Fourth, we enable large networks to monitor their partner sites’ publishing practices. If a site begins to violate the network’s quality standards, an automated alert will be sent to the network. The network can provide the site’s managers with a Trust Metrics detailed report, informing them of how it can improve.

Is Trust Metrics the next generation of campaign or content verification (CV)?

Yes, most definitely. And what sets us apart is the simple fact that our services play a foundational role upfront, during the early media planning stages versus current safety/verification providers, which go to work only after all of the planning is done, budgets have been locked down and campaigns are rolling.

This is why we don’t see ourselves competing with current CV services. We see ourselves as the engine of the planning process, evaluating for safety, context and literally hundreds of additional criteria that matter to all brand advertisers—before a buy is ever made.

Current CV services can and still do play an important role “in-campaign”. For example, a solution like AdXpose, which provides a whole range of fascinating, creative engagement data and metrics, can add potentially invaluable colour to Trust Metrics data and campaign performance measurement.

We like to think of what we are doing as a quantum leap from services that are currently providing page level transparency. We’ve moved upstream to provide a more relevant and robust snapshot to brand advertisers, and, quite frankly, until this work was done, premium brands were steering clear of RTB and, to some extent, ad networks.

Trust Metrics now enables premium brands to finally have a way to know exactly what they are buying and to avoid the stuff they don’t want or need.

What are the metrics behind Trust Metrics?

Our proprietary technology enables us to collect data from dozens of sources and many millions of web pages, extracting nominal and numeric feature values and then applying an algorithm to those values. This data collection work is dynamic and constantly refreshed, providing us with an up-to-the-minute view of how a page looks—and more importantly—how valuable that page (and site) is to an advertiser. Then, machine-learning techniques, such as high dimensional regression, are applied to remove the guesswork associated with defining exactly how a site rates.

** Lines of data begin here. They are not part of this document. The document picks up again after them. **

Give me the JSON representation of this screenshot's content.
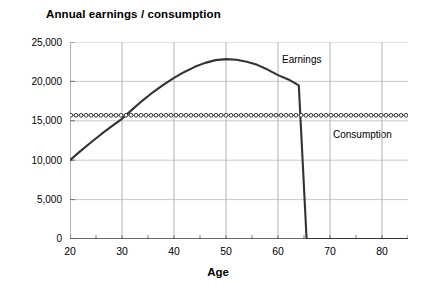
{
  "chart_data": {
    "type": "line",
    "title": "Annual earnings / consumption",
    "xlabel": "Age",
    "ylabel": "",
    "xlim": [
      20,
      85
    ],
    "ylim": [
      0,
      25000
    ],
    "grid": true,
    "legend_position": "inline-annotations",
    "x_ticks": [
      20,
      30,
      40,
      50,
      60,
      70,
      80
    ],
    "x_tick_labels": [
      "20",
      "30",
      "40",
      "50",
      "60",
      "70",
      "80"
    ],
    "x_minor_ticks": [
      25,
      35,
      45,
      55,
      65,
      75,
      85
    ],
    "y_ticks": [
      0,
      5000,
      10000,
      15000,
      20000,
      25000
    ],
    "y_tick_labels": [
      "0",
      "5,000",
      "10,000",
      "15,000",
      "20,000",
      "25,000"
    ],
    "annotations": [
      {
        "text": "Earnings",
        "x": 59,
        "y": 23300
      },
      {
        "text": "Consumption",
        "x": 70,
        "y": 13300
      }
    ],
    "series": [
      {
        "name": "Earnings",
        "style": "solid-line",
        "color": "#333333",
        "x": [
          20,
          22,
          24,
          26,
          28,
          30,
          32,
          34,
          36,
          38,
          40,
          42,
          44,
          46,
          48,
          50,
          52,
          54,
          56,
          58,
          60,
          62,
          64,
          65.5,
          68,
          72,
          76,
          80,
          85
        ],
        "values": [
          10000,
          11150,
          12250,
          13300,
          14300,
          15250,
          16450,
          17600,
          18650,
          19600,
          20450,
          21200,
          21850,
          22350,
          22700,
          22830,
          22750,
          22500,
          22100,
          21500,
          20800,
          20250,
          19500,
          0,
          0,
          0,
          0,
          0,
          0
        ]
      },
      {
        "name": "Consumption",
        "style": "open-circle-markers",
        "color": "#222222",
        "x": [
          20,
          85
        ],
        "values": [
          15700,
          15700
        ]
      }
    ],
    "crossing_point": {
      "x": 29,
      "y": 15700
    },
    "peak": {
      "x": 50,
      "y": 22830
    },
    "retirement_age": 65
  }
}
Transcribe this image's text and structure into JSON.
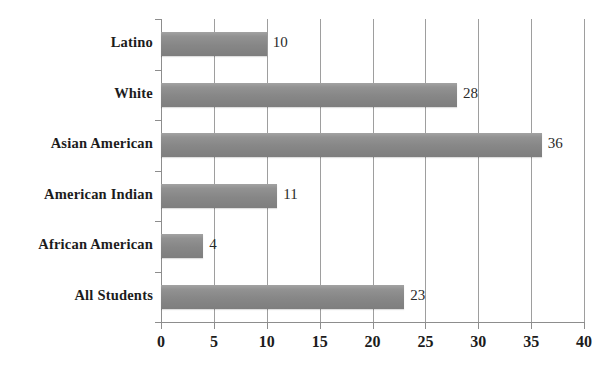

Can you provide us with an overview of the quality of inventory in the automated channel?

Although there’s a lot of junk out there and everyone knows it, the good news is that there’s a great deal of good quality inventory out there as well. Again, it’s a matter of being able to find it. Sure, some brands will use scale inventory (i.e., ad networks and exchange-traded media) to subsidise direct premium buys to massively increase reach while dramatically lowering their overall CPM. With these dramatic benefits comes some compromise in overall quality, but this doesn’t mean brands need to risk being exposed—and in some cases overexposed—in poor online media environments.

Is Trust Metrics a contextual play for brands?

Yes and no. Yes, as in that Trust Metrics enables buyers and sellers of online media to rate content (and many other variables) in advance of the space around it being sold to brand advertisers.

What Trust Metrics is not in the business of doing is enabling buyers and sellers to target advertising on a “semantic” basis.

We’re also not in the contextual ad-targeting space — not in the way that it has become widely known over the past decade. Again, to be clear, the Trust Metrics service is always used in advance of buying or selling inventory.

You recently partnered with Infectious Media. Can you give us some insight into how it’s working out and what value Trust Metrics brings to this new relationship?

It’s a new relationship and one we are very excited about. Infectious Media is seeing the same problems we are seeing, where brands are not actively investing in RTB. The team at Infectious — and hats off to them — saw an opportunity to put into play an innovative technology with the aim of growing its appeal and value to premium advertisers.

In terms of specifics, we recently developed custom ratings for Infectious, which are designed to serve European advertisers. They are going out in the market, using these customised ratings to generate more business. We’re also working closely with Invizua, a consultancy in London that is representing Trust Metrics in Europe.